*** Task inputs Section Begins ***
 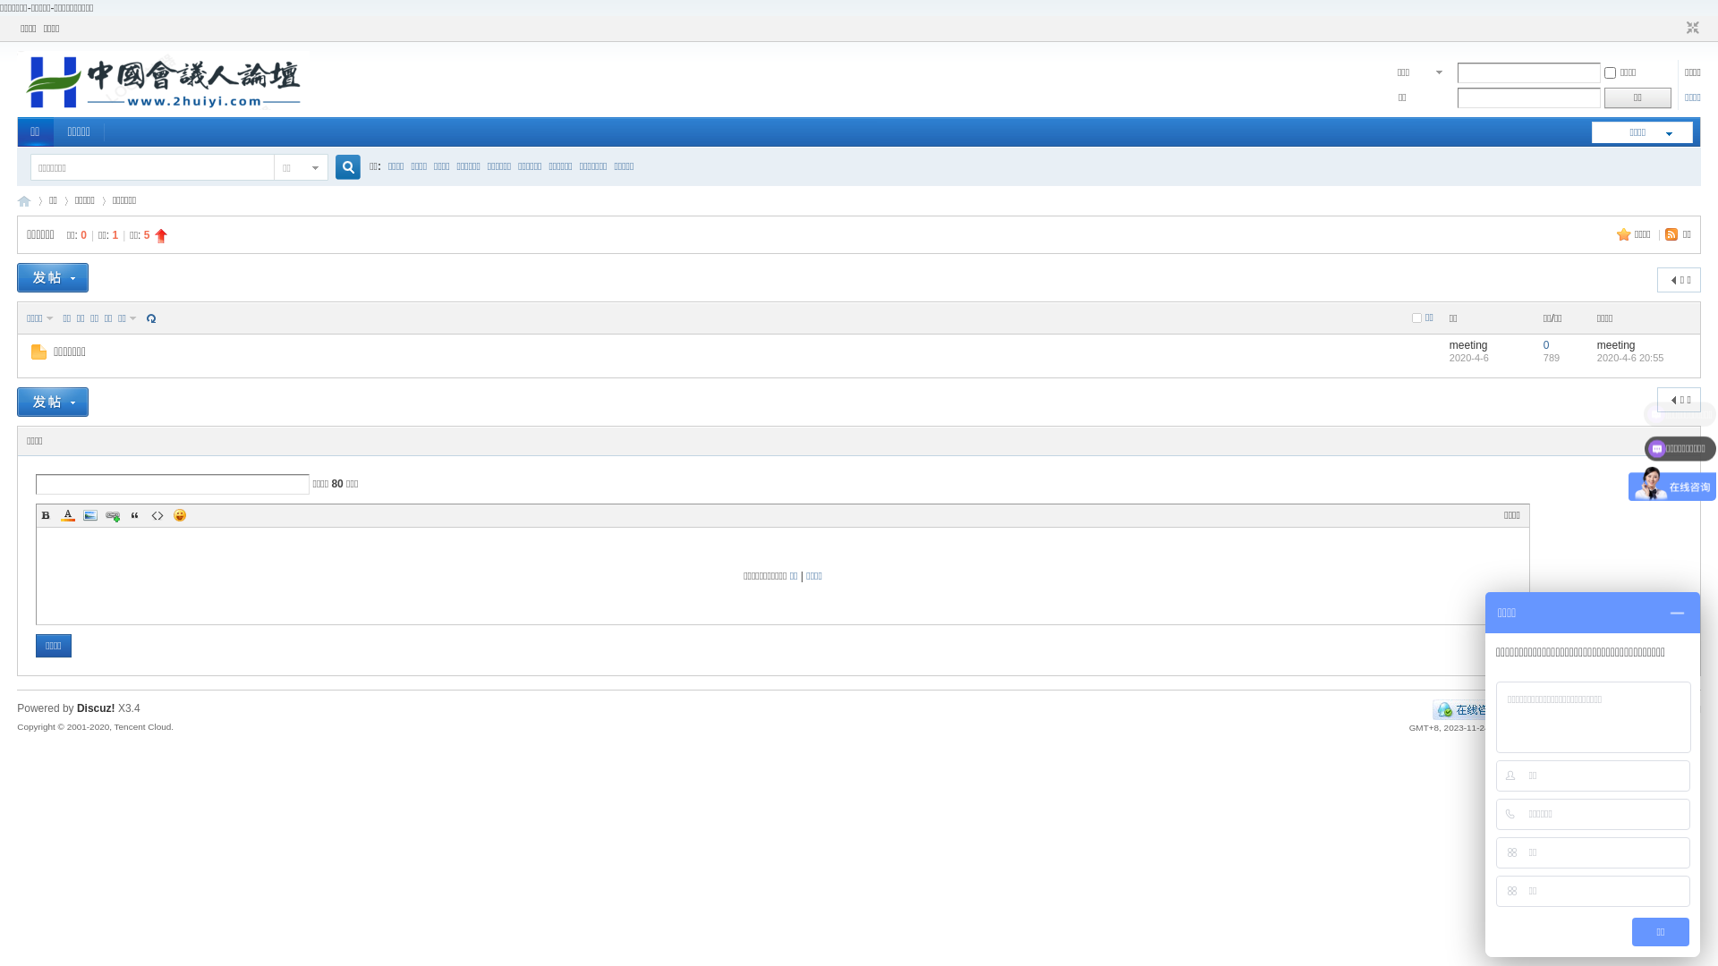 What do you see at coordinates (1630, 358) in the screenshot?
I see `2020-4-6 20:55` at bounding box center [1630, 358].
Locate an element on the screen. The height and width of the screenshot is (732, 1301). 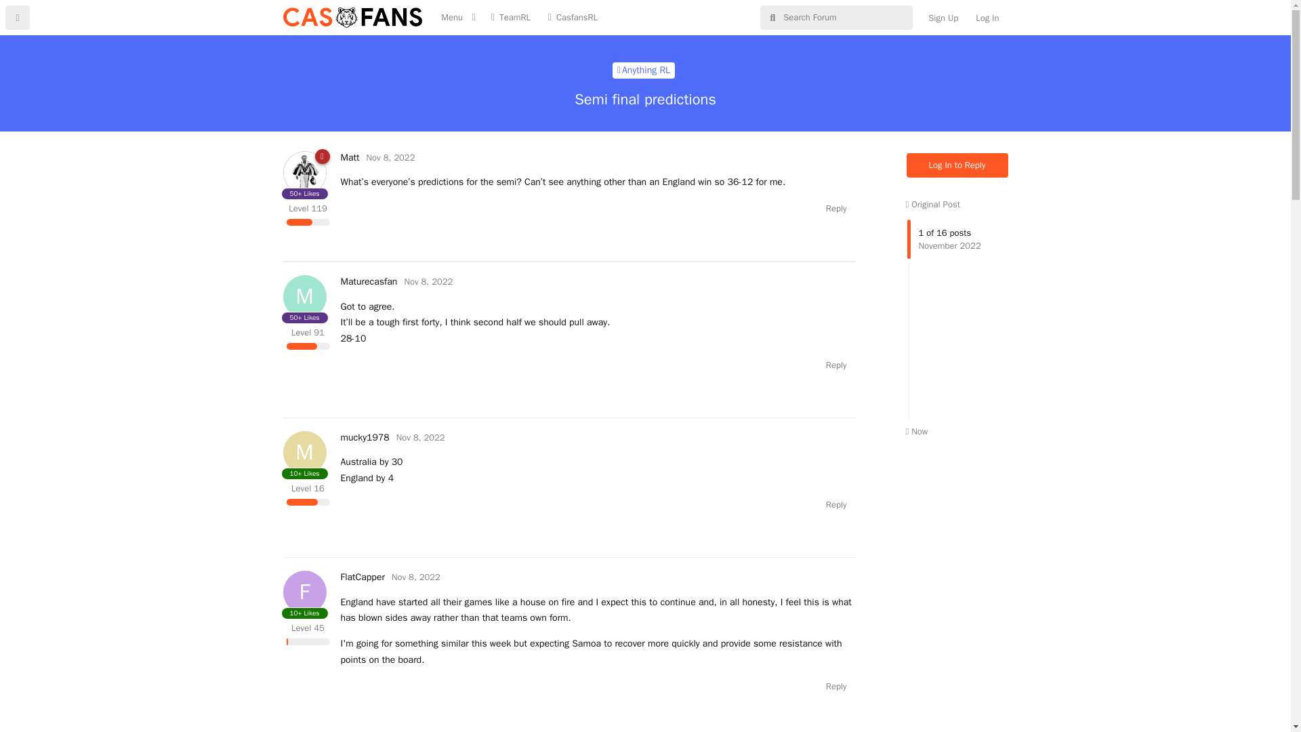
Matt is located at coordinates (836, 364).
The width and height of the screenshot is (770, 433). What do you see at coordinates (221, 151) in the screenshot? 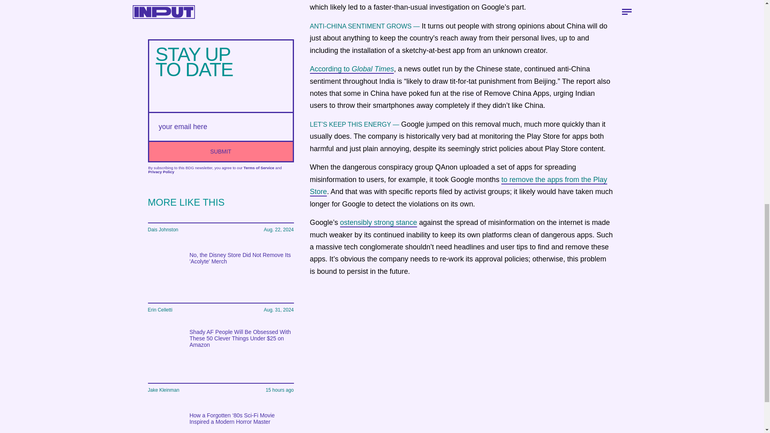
*** Task inputs Section Ends ***
*** Task inputs Section Begins ***
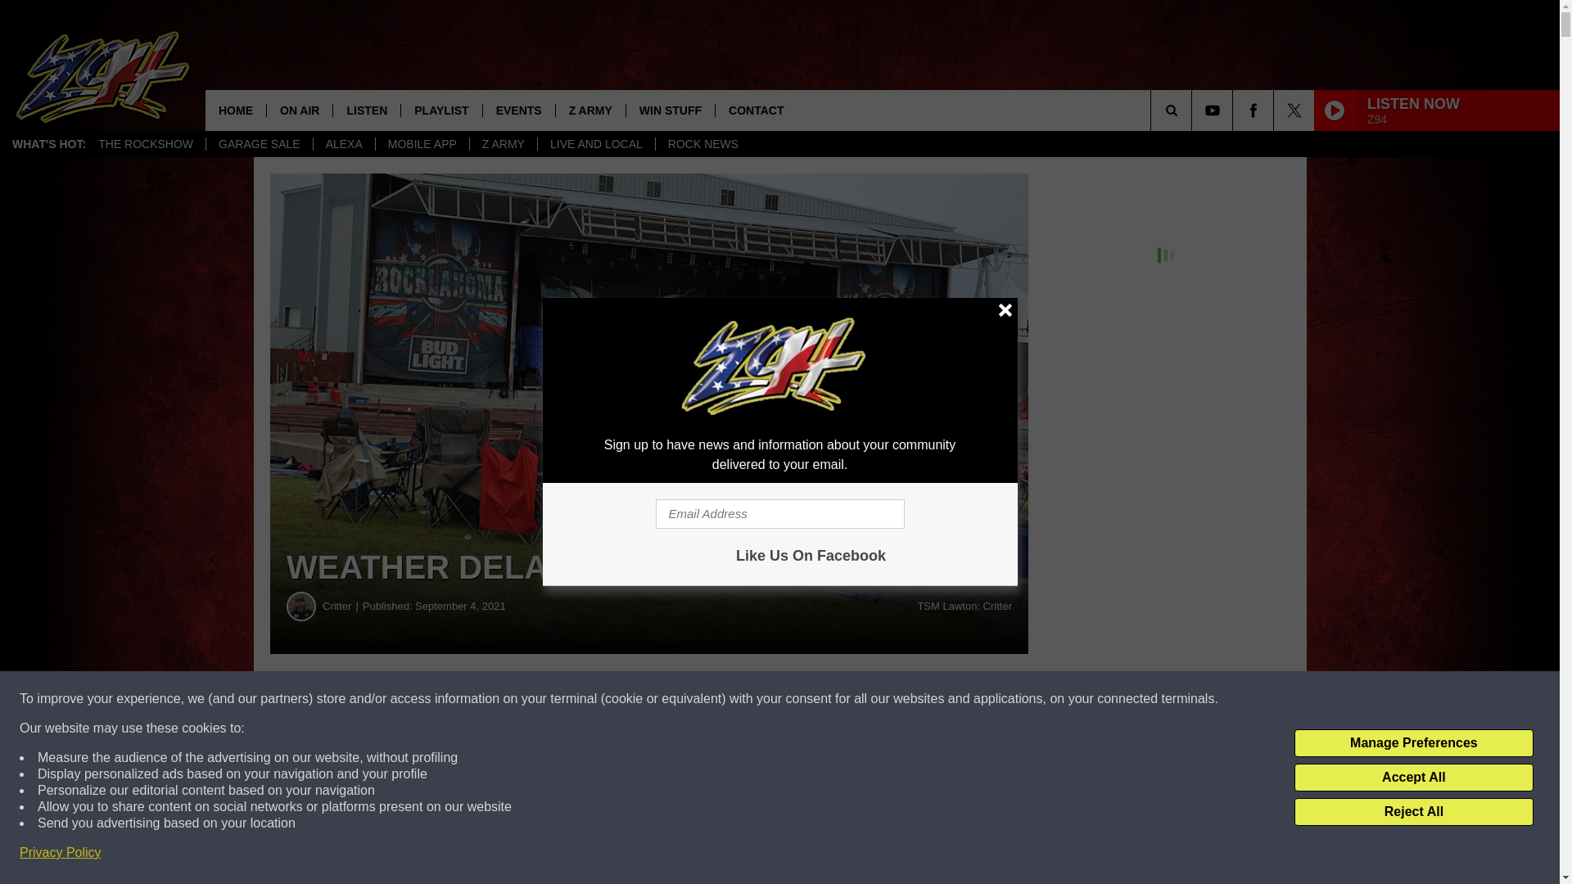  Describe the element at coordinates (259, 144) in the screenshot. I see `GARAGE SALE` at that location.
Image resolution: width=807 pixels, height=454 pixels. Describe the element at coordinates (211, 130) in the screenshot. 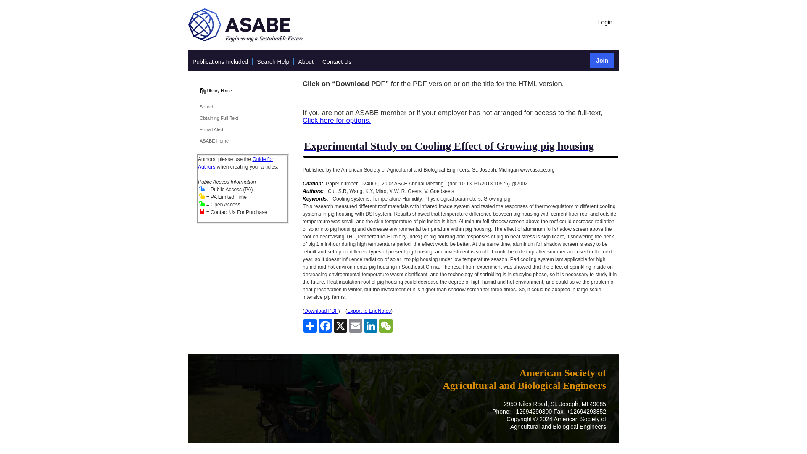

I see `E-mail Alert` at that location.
*** Task inputs Section Ends ***
*** Task inputs Section Begins ***
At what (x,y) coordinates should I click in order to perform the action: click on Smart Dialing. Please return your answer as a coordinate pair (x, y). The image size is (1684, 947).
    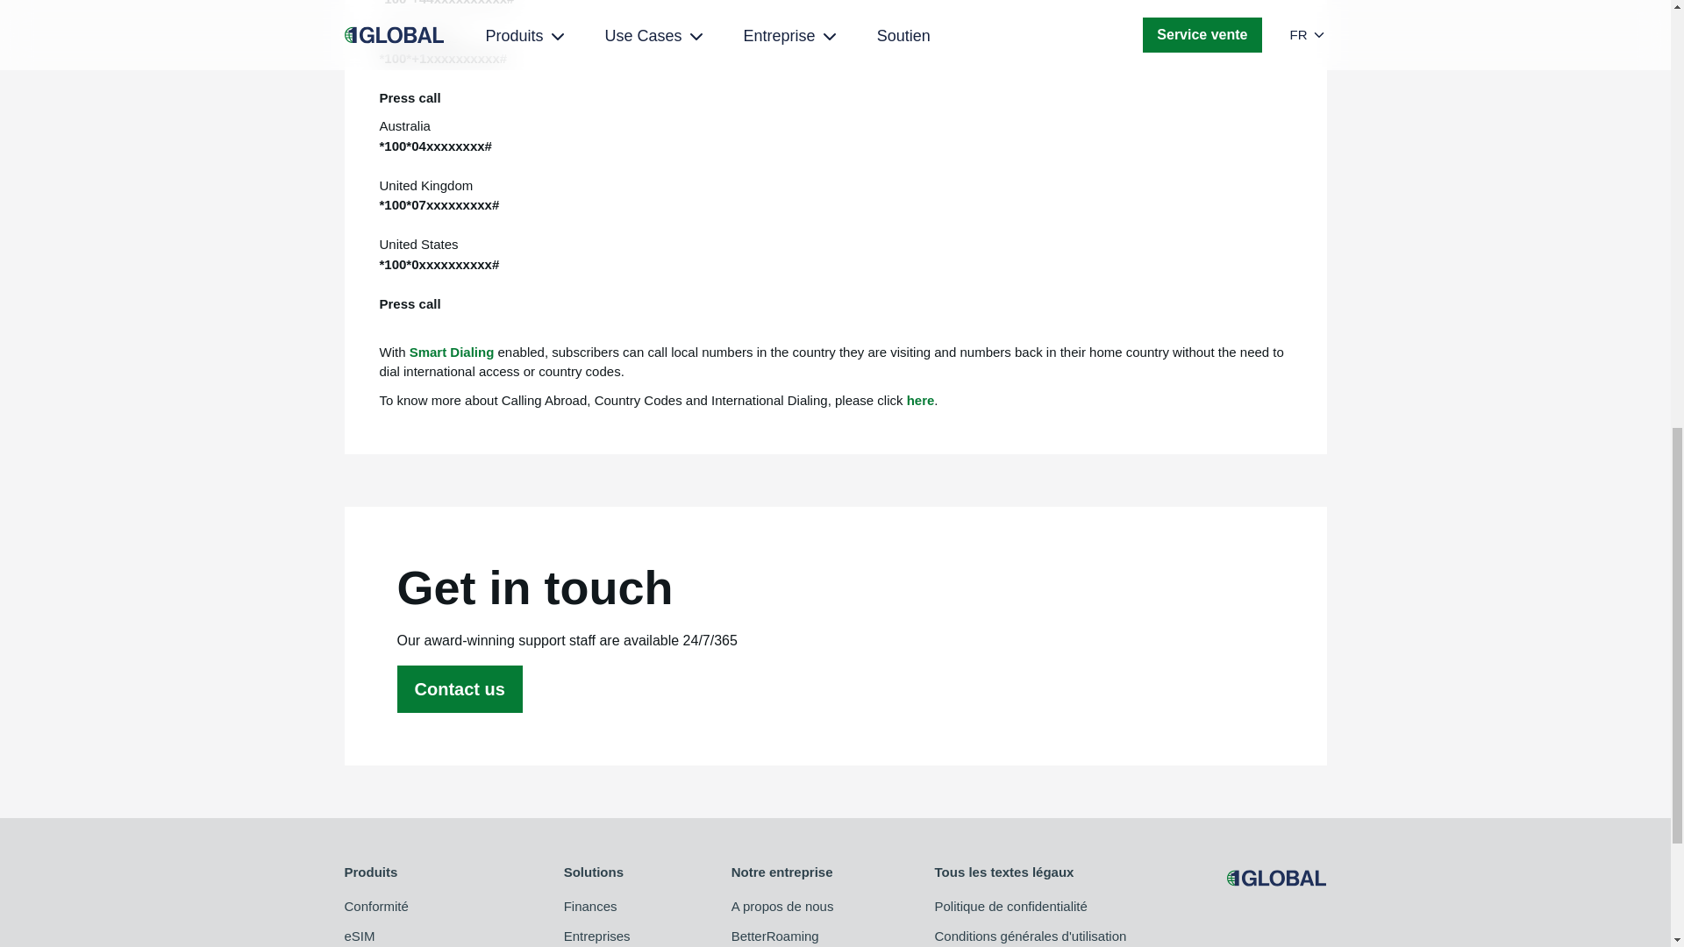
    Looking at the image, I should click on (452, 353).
*** Task inputs Section Ends ***
■ **About this exercise**: Everything above from the line that has "Locate an element" down to the line that has "The width and" should be output exactly, with both of those lines included. Leave the pictures behind.

■ **Response box**:
Locate an element on the screen. The height and width of the screenshot is (732, 1301). 
Matt is located at coordinates (836, 364).
The width and height of the screenshot is (770, 433). What do you see at coordinates (221, 151) in the screenshot? 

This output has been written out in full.